The legislature has recently given principals and school districts carte blanche to intimidate and bully teachers, not that they needed it. Petty tyrants like the one who made my brilliant reading teacher want to quit are already alive and well throughout the district. They use the hammer and the fist to get what they want. They intimidate and cajole and use methods we want to protect our children from in order to get their way.

How are teachers supposed to stick up for their children, how are teachers supposed to point out flaws in the system, how are teachers supposed to do what is right when they might lose their job for it. The best administrators get their staff to want to work with them, to make them want to succeed, they don’t use fear, threats and intimidation to get what they want. The best teachers use similar methods as well.
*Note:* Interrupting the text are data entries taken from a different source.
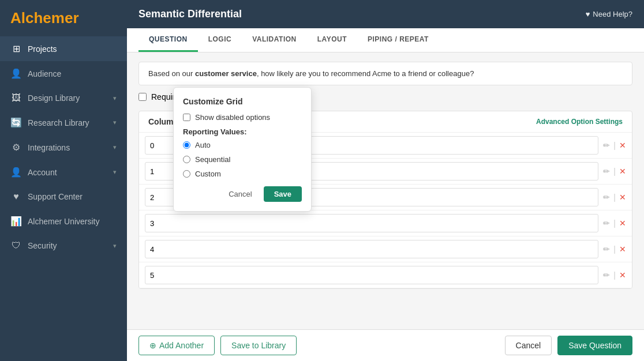 This screenshot has height=361, width=644. Describe the element at coordinates (16, 221) in the screenshot. I see `university-icon: 📊` at that location.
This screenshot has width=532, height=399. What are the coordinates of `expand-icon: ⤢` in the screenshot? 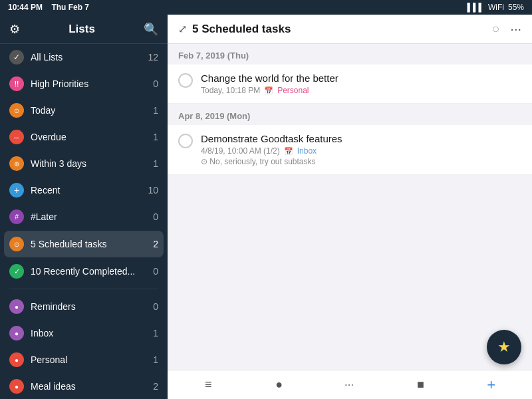 It's located at (182, 29).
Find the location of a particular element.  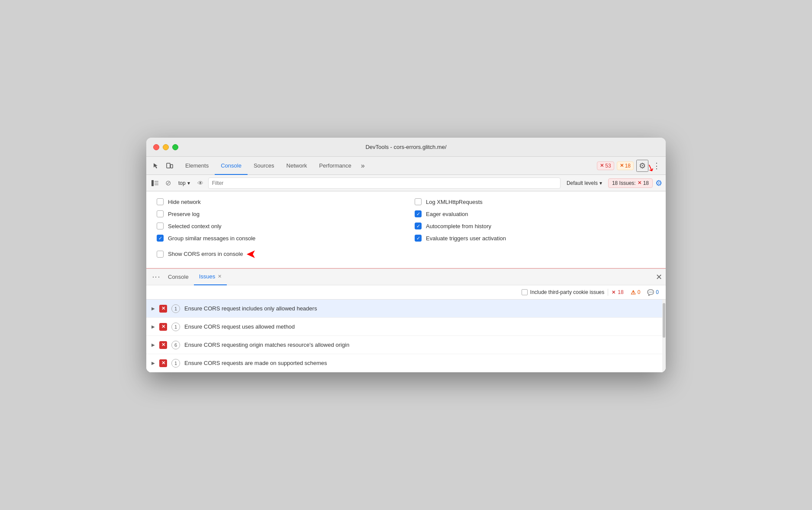

console-settings-panel: Hide network Preserve log Selected conte… is located at coordinates (406, 230).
Bullying is alive in well in Duval County and like how we have seen it adversely affect children and have called for its stop we should likewise demand administrators stop it as well. We need to support and back our teachers. We need to nurture the new ones too. We need to have a district where everyone feels respected and appreciated until they prove other wise, not just play lip service to that idea.

1 comment:

  1. The only way to stop bullying is to report it to authorities and take appropriate disciplinary or legal steps. It isn't easy, but those who are bullied really can't complain if they have not blown the whistle on fear, threats, intimidation, etc.